High manganese (Mn) concentrations may lead to Alzheimer-like diseases and influence the intellectual functions of the children (Wasserman et al. 2006; Tirkey et al. 2017). High Mn concentrations of waters may be originated from industrial activities and intrusions from sediment and rocks into groundwaters (Demirel 2007). Mn concentrations of greater than 0.1 mg/L in drinking waters may pose some risks to human health. In terms of Mn concentrations, 95.18% of the present study area was found to be unsuitable for drinking, and only five wells were found to be suitable for drinking.
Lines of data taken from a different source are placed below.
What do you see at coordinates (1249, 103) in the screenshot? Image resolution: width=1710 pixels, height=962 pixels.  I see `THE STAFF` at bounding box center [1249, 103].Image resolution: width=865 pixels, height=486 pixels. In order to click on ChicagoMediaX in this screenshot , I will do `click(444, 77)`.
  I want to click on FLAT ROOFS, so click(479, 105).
HPI is commonly used to assess heavy metal pollution of water resources (Sobhanardakani 2018). For HPI, the critical value is 100. Waters with HPI values of < 100 have low pollution levels and do not pose any risks on human health. On the other hand, waters with HPI values of > 100 are considered as highly polluted waters (Ghaderpoori et al. 2018). High pollution problem was encountered in 22.40% of the present study area, and these sites are located in three different sections of the study area. Correlation analysis was conducted to investigate the relationships between HPI and measured heavy metals, to determine the heavy metals effective in HPI and to identify sources of pollution (Table 5). There were significant correlations between HPI and As (r = 0.993) at 1% level. Such a case revealed that high HPI might have resulted from pesticides and fertilizers.
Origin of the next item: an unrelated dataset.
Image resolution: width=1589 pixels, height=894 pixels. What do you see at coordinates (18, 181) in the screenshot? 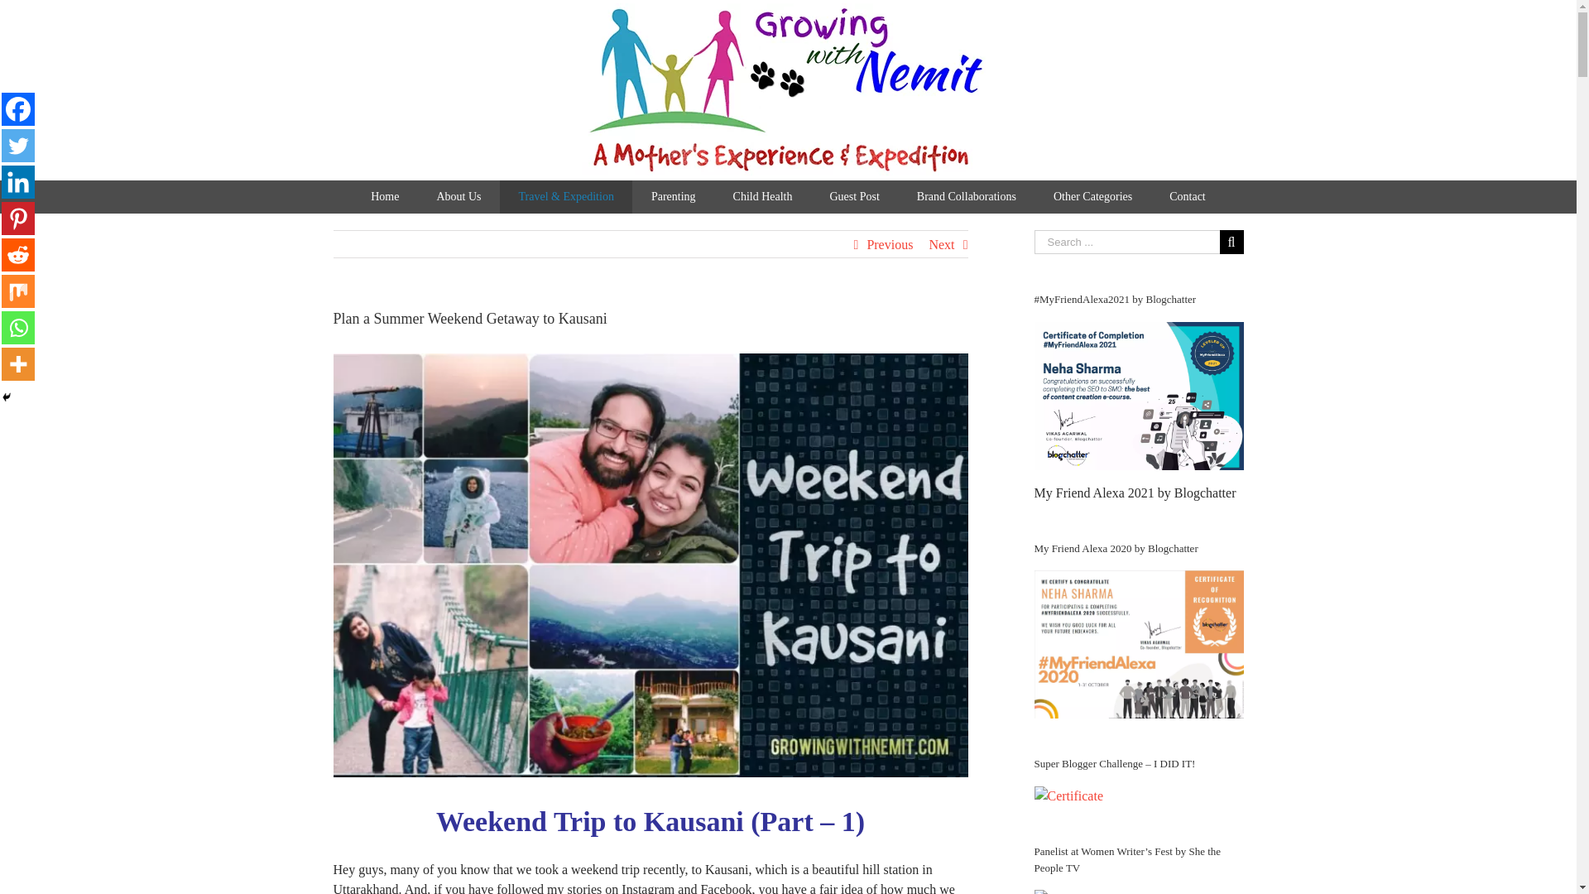
I see `Linkedin` at bounding box center [18, 181].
Table 5 Correlation coefficients for pollution indices and heavy metal concentrations

The waters with HEI values of < 10 are classified as low polluted, HEI values of between 10 and 20 are classified as medium polluted, and HEI values of > 20 are classified as highly polluted waters. About 0.26% of the present study area exhibited low pollution, 83.47% medium pollution, and 16.27% high pollution. In terms of HEI, highly polluted sites are located in southeast sections of the study area. HEI had significant correlations with Pb, Cr, Fe, Ni, and Al at 1% level. High Pb concentrations of groundwaters mostly result from fertilizers and pesticides (Hossain and Patra 2020). It was thought that fertilizer and pesticide-like anthropogenic polluters had significant effects on HEI.
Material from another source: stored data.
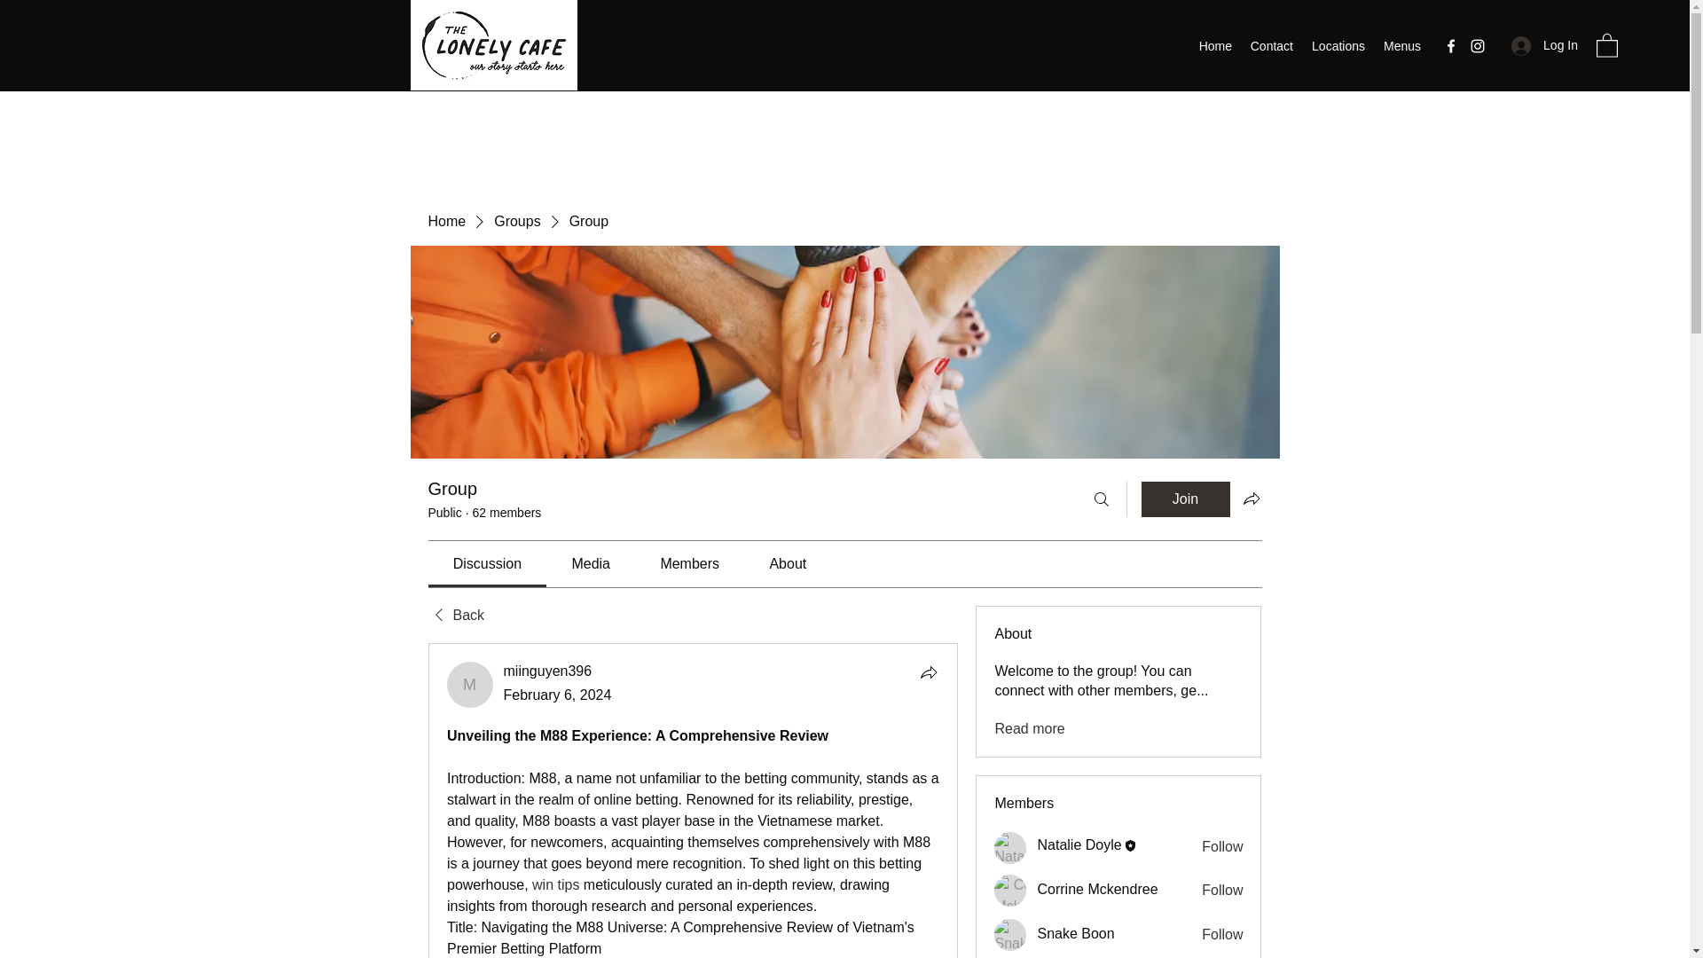  Describe the element at coordinates (1010, 848) in the screenshot. I see `Natalie Doyle` at that location.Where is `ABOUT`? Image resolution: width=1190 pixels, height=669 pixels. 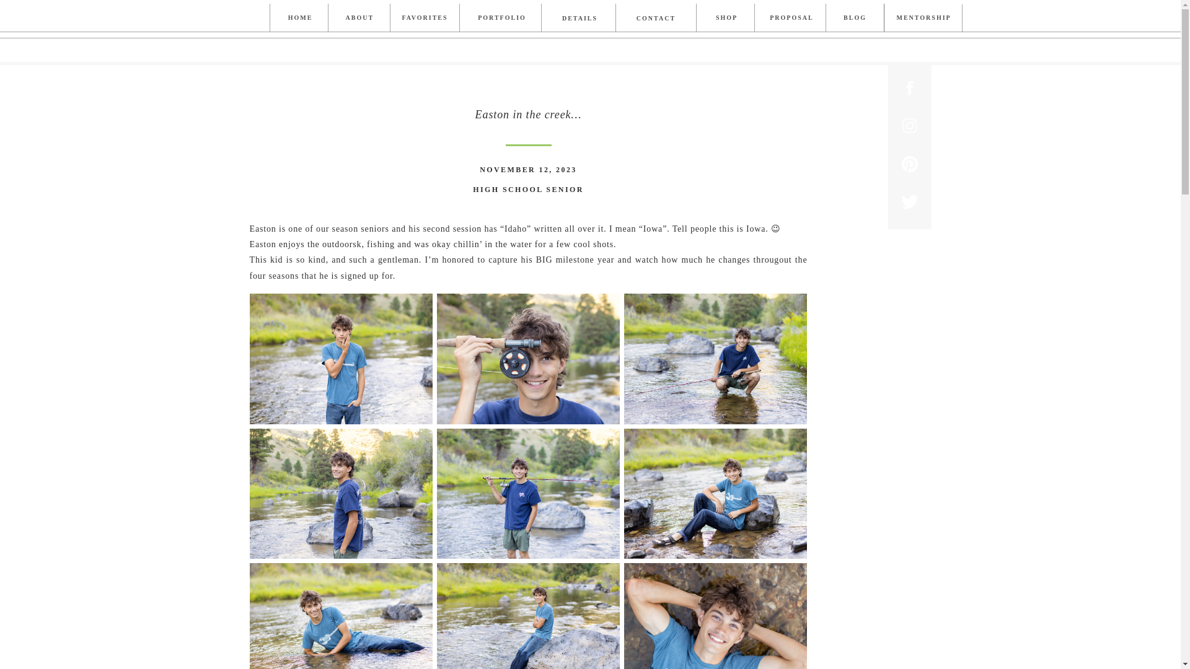 ABOUT is located at coordinates (358, 17).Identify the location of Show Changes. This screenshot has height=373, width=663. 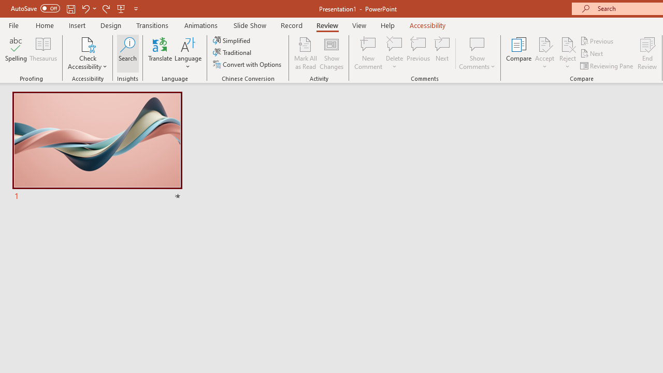
(331, 53).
The waters with Cdeg values of < 3 are considered to have low heavy metal pollution, Cdeg values between 3–6 are considered to have medium heavy metal pollution, and Cdeg values of > 6 are considered to have high heavy metal pollution (Fallah et al. 2020). About 20.59% of the present study area had low pollution, 43.33% had medium pollution, and 36.08% had high pollution. Western sections of the study area had low pollution, and pollution levels increased toward the study area’s eastern sections. The Cdeg values had significant correlations with Pb, Cr, Fe, Ni, and Al at 1% level. High Cdeg values might have resulted from agricultural pollutants and geological structure.

Conclusion

In this study, concentrations of ten heavy metals (Pb, Zn, Cr, Mn, Fe, Cu, Cd, Ni, Al, and As) were determined in the groundwater of the Bafra plain. The heavy metal pollution of the plain was assessed through the HPI, HEI and Cdeg pollution indices and geostatistical methods. The ordinary kriging method was used to generate spatial distribution maps of heavy metals and pollution indices. Al values were above the permissible limits set for drinking waters in 12.16% of the study area, As in 4.73%, Fe in 99.3%, and Mn in 95.18% of the study area. About 21.97% exhibited high pollution in terms of HPI, 16.27% in terms of HEI and 36.08% in terms of Cdeg. Greater pollution levels were encountered in southeastern sections of the study area. Groundwater pollution was mostly anthropogenic and partially geogenic-originated. Heavy metal pollution of groundwater is a significant issue in terms of both drinking and irrigation purposes. In order to reduce heavy metal pollution in groundwater, the use of pesticides and fertilizers should be reduced, and industrial facilities should be controlled. New industrial facilities should not be allowed to be established in areas with high pollution.

Therefore, the quality of water resources should continuously be monitored, and different pollution indices should be used to determine current pollution levels. Geographical information systems and geostatistical methods should also be used in water resources management.